Git workflow

Hi, Can someone answer a couple of Git questions that are puzzling me?

I have a repo on my Linux Server I 'git clone' the repo on my laptop (xp) I do some stuff I do a 'git add .' and a 'git commit -m "some comment"' I do a 'git push' to the remote origin (Linux server)

Here is where it gets confusing... On the Linux repo the "index" is updated but not the "working tree" I have to do a 'git reset --hard' in order to see the laptop changes on the server.

The question (finally) is: what do I do if several people are trying to push to the server?. I cant do a reset --hard as I will lose any changes somebody else has made.

What happens on GitHub when several people push to a repo?

I cant seem to find anything in the doco. Doing a pull or fetch/merge from the remote repo seems to be the recommended method but GitHub appears to use 'pushes'.

Can anyone enlighten me or point me at some articles that may help.

Thanks George

generally, what people do is use a "bare" repository as the main repository.

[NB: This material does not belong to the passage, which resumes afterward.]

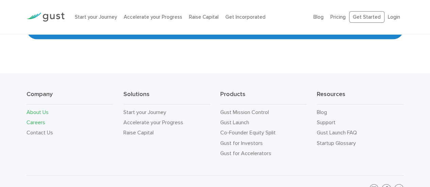 This screenshot has height=187, width=430. I want to click on h3: Company, so click(70, 98).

A bare repository has no working directory, and thus doesn't have this issue.

Thanks for that Miles.

I had seen stuff about 'bare repositories' but didn't know what they were.

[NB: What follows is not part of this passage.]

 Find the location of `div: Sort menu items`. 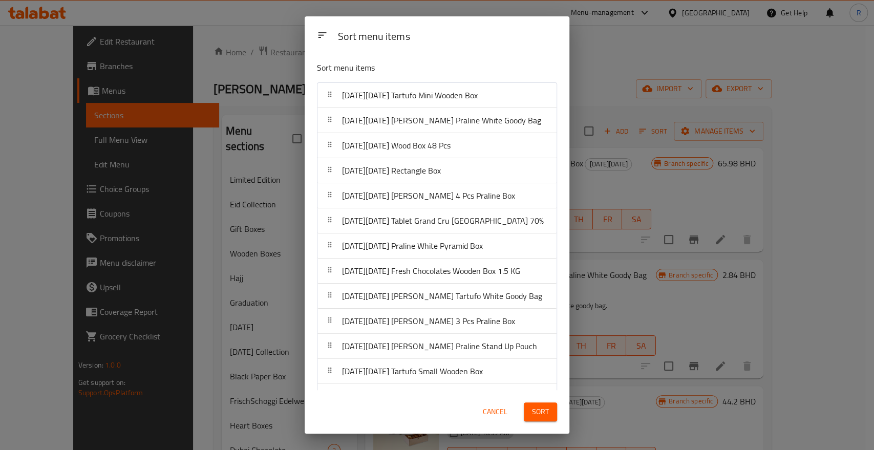

div: Sort menu items is located at coordinates (447, 37).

Does an auto merge happen if two people push separately?

Can I convert my server repo to a bare repository or should start again?

Might have to change my Capistrano deploy as currently it does a file copy from the repo folder rather than via git....

G.

I would just create the bare repository, and then push to it. It's pretty straight forward, something like:

mkdir project.git cd project.git/ git init --bare

Then go to where ever you have an up-to-date branch in a repository

git push somemachine:/path/to/git/repos/project.git master

you should definitely be using git with capistrano instead of copying working directories, yikes

when people push seperately, they have some options. The most straight forward is to do a pull before doing a push. That way it merges any commits that you're missing. Even better is to use rebase so that it always looks like a fast-forward push (ie, your history isn't full of merges that exist solely to get the lastest changes since your last pull.)

you'll probably have to read up on some of these concepts.

Jon Loeliger's book on Git should be in O'Reilly's Rough Cuts very soon. I am editing the book and am finding it well-written and informative.